When you’ve heard the thought, don’t counteract it but acknowledge it. “That’s awful to be thinking that. No wonder you can’t be bothered to practise. If I were thinking that, I wouldn’t want to do it either.”

When you’ve offered this understanding, your child will feel you’re on their side. That’s when you can ask how you can both think of something else that is a more helpful thought.

It’s the more helpful thought that will reduce the anxiety enough to let your child prepare. Maybe: “I can practise taking deep, slow breaths before I stand up, so I don’t go red with embarrassment.” Or “If I practise tonight, I’m much less likely to make a mistake tomorrow because my brain will know what the sentences are already.”

You’re only going to try to alter one of these things: the body, the words or the focus (ie thinking).

And, sorry, but you’re going to have to apply all this to your own child’s anxiety, as my example is just that: an example! But parents are the best people to do this anyway.

The routine routine – “this is just what we do”

If your child is the sort of child who gets anxious about all sorts of things during the day, set up some family routines. Anything. It might be who does the chores when. Or having a family meal at the table twice a week.

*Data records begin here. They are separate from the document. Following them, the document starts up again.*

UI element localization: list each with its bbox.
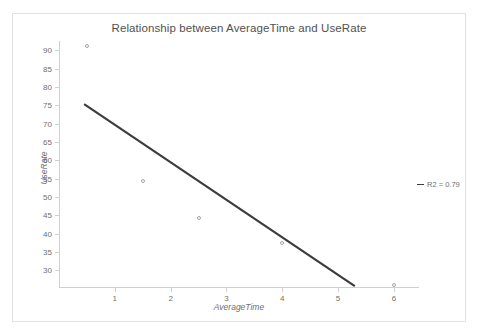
plot-area: 30354045505560657075808590 123456 bbox=[59, 41, 419, 288]
x-tick-label: 5 bbox=[336, 294, 340, 303]
scatter-point bbox=[85, 44, 89, 48]
x-tick-label: 4 bbox=[280, 294, 284, 303]
x-tick-mark bbox=[282, 288, 283, 292]
trendline-layer bbox=[59, 41, 419, 288]
x-tick-mark bbox=[226, 288, 227, 292]
y-tick-label: 30 bbox=[43, 266, 52, 275]
y-tick-label: 65 bbox=[43, 137, 52, 146]
y-tick-label: 60 bbox=[43, 156, 52, 165]
legend-line-marker bbox=[417, 184, 424, 185]
y-tick-label: 55 bbox=[43, 174, 52, 183]
trendline bbox=[84, 104, 355, 286]
x-tick-mark bbox=[115, 288, 116, 292]
legend-label: R2 = 0.79 bbox=[427, 180, 460, 189]
chart-container: Relationship between AverageTime and Use… bbox=[12, 13, 466, 322]
y-tick-label: 45 bbox=[43, 211, 52, 220]
legend: R2 = 0.79 bbox=[417, 180, 460, 189]
scatter-point bbox=[141, 179, 145, 183]
y-tick-label: 80 bbox=[43, 82, 52, 91]
y-tick-label: 90 bbox=[43, 46, 52, 55]
x-tick-label: 2 bbox=[168, 294, 172, 303]
scatter-point bbox=[392, 283, 396, 287]
x-axis-title: AverageTime bbox=[59, 302, 419, 312]
x-tick-mark bbox=[171, 288, 172, 292]
y-tick-label: 40 bbox=[43, 229, 52, 238]
y-tick-label: 75 bbox=[43, 101, 52, 110]
y-tick-label: 35 bbox=[43, 248, 52, 257]
x-tick-mark bbox=[338, 288, 339, 292]
x-tick-label: 1 bbox=[113, 294, 117, 303]
x-tick-mark bbox=[394, 288, 395, 292]
y-tick-label: 85 bbox=[43, 64, 52, 73]
y-tick-label: 50 bbox=[43, 192, 52, 201]
scatter-point bbox=[197, 216, 201, 220]
x-tick-label: 3 bbox=[224, 294, 228, 303]
x-tick-label: 6 bbox=[392, 294, 396, 303]
y-tick-label: 70 bbox=[43, 119, 52, 128]
chart-title: Relationship between AverageTime and Use… bbox=[13, 22, 465, 34]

Or tidying bedrooms on a Saturday morning. Maybe a family walk on Sunday afternoon.

Hopefully several of these together.

Why? Because anxiety is reduced if everyone knows the routines in your family. The family even becomes protective of their routines. It gives a sense of structure, peace and confidence. And pride.

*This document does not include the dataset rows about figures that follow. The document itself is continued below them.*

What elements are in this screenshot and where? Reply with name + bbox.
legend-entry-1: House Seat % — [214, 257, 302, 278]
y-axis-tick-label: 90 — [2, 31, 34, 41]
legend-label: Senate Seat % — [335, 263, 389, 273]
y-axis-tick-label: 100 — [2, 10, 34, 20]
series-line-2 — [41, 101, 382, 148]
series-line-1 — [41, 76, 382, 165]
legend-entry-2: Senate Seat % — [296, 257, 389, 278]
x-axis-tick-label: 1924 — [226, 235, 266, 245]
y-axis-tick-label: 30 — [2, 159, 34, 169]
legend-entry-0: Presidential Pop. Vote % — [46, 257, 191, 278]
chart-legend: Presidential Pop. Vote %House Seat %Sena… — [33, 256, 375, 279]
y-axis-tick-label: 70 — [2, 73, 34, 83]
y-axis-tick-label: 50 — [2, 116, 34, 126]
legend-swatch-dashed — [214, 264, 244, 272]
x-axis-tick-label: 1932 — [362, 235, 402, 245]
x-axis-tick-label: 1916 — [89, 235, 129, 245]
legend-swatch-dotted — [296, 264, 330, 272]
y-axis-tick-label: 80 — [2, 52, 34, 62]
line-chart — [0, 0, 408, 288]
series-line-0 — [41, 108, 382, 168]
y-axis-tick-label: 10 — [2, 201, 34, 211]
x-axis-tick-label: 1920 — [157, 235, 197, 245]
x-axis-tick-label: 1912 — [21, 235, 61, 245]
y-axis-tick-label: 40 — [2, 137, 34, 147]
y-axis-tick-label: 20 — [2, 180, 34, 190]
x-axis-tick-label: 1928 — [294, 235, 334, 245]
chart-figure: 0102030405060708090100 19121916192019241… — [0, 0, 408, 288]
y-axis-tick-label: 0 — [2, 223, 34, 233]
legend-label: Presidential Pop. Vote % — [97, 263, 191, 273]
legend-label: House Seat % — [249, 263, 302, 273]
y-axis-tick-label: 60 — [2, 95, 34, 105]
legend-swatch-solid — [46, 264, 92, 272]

Make sure everyone has a part to play in the whole range of routines you decide on.

And if there are any objections on a specific day? “This is what we do in our family. It’s the [Brown] family routine.”

The routine routine is time-consuming to establish to start with, but repays the effort seven-fold in terms of reducing anxiety. That’s an everyday plus.

Bother, Bother, Try Again – the resilient kid’s mantra

One of the most long-lasting and successful mantras I ever set up in my therapy practice was in response to something going wrong that a child was trying to do. I used to remind them: “What do we say?” 

The first time, they look surprised and don’t know the answer (of course!) – but it’s already forestalled their understandable focus on the shame of failure. 

Then I give the answer to my own question, in a suitably "frustrated but grinning" voice: “Bother, bother, try again!”

This becomes a shared joke, a mantra, and a good way of building confidence in any child that failure is just normal in life. It’s what you do next that counts.

We end up parroting it together when the clay falls apart or the block structure falls down.

This attitude to failure is a good antidote to anxious thoughts about what could go wrong. In nearly every sort of anxiety, there are negative thoughts about what will go wrong if they do something or go somewhere. That’s what anxiety is.

So when they now have a fun verbal response "at the ready", it helps the mantra to become their reality – and the fear of failure or shame reduces.

The "Fish, Hammer, Gift" choice – get sorting

I've given a complete description of this here, but briefly it means making three pictures (yes, of a fish, a hammer and a present/gift!) and encouraging your child to write down their worries on slips of paper and distribute them into the three groups. Go have a look if you'd like more explanation. I've used this very effectively with many children to help them start working on their worries and reducing them.